Opinion
No. 09-10727 Summary Calendar.
June 30, 2010.
Robert Rich, Fort Worth, TX, pro se.
Appeal from the United States District Court for the Northern District of Texas, USDC No. 4:09-CV-172.
Before KING, STEWART, and HAYNES, Circuit Judges.
In 1990, Robert Rich, federal prisoner # 19351-077, was convicted of conducting a continuing criminal enterprise (CCE), conspiring to possess and possession with intent to distribute amphetamine, and use of a telephone to facilitate a drug offense. In 2009, Rich filed a 28 U.S.C. § 2241 petition in the district court. Citing the Supreme Court's decision in Richardson v. United States, 526 U.S. 813, 824, 119 S.Ct. 1707, 143 L.Ed.2d 985 (1999), Rich argued that the jury instruction for his CCE offense impermissibly enlarged the indictment.

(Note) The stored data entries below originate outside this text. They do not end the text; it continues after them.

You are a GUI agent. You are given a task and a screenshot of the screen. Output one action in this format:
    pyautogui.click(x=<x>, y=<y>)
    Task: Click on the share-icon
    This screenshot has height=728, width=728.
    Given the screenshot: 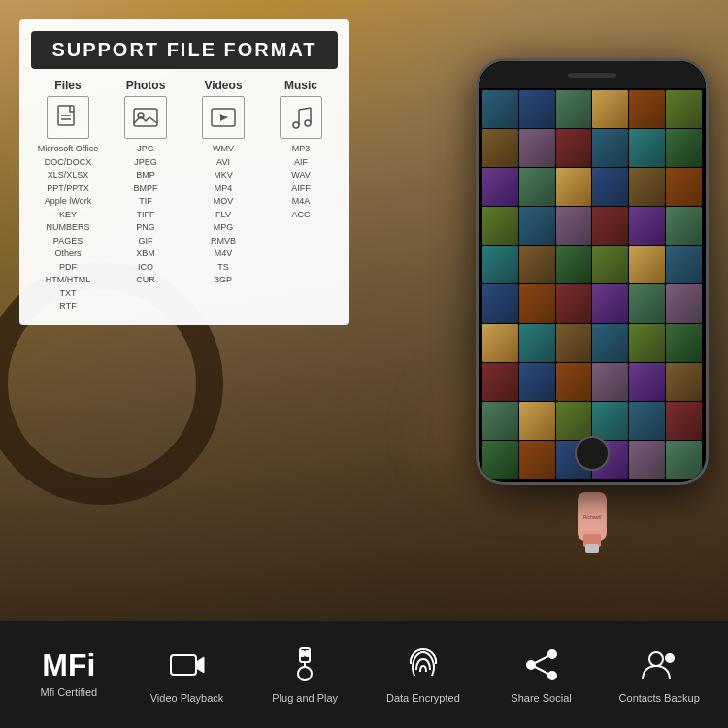 What is the action you would take?
    pyautogui.click(x=542, y=665)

Rich appeals the district court's dismissal of his petition. He argues that the district court erred by relying on the savings clause test set forth in Reyes-Requena v. United States, 243 F.3d 893, 904 (5th Cir. 2001). Our review is de novo. See Jeffers v. Chandler, 253 F.3d 827, 830 (5th Cir. 2001).
In Reyes-Requena, 2AS F.3d at 900-04, we held that in order to bring a § 2241 petition under the savings clause, the petitioner must set forth a claim (i) that is based on a retroactively applicable Supreme Court decision which establishes that the petitioner may have been convicted of a nonexistent offense and (ii) that was foreclosed by circuit law at the time when the claim should have been raised in the petitioner's trial, appeal, or first § 2255 motion. Rich argues that rather than the test set forth in Reyes-Requena, we should employ the savings clause test set forth by the Seventh Circuit in In re Davenport, 147 F.3d 605, 611 (7th Cir. 1998).
Rich has not shown that the facts of his case are not controlled by Reyes-Requena. Absent an en banc decision by this court or intervening Supreme Court decision explicitly or implicitly overruling Reyes-Requena, we are bound by the precedent established in Reyes-Requena. See United States v. Rodriguez-Jaimes, 481 F.3d 283, 288 (5th Cir. 2007). We note, however, that Rich's reliance on the Seventh Circuit's Davenport test is flawed because Davenport also contains an actual innocence requirement. See Reyes-Requena, 243 F.3d at 902-03 n. 28.
Rich has not demonstrated that the district court erred in dismissing his § 2241 under the reasoning set forth in Jeffers, 253 F.3d at 830. Accordingly, the judgment of the court is AFFIRMED.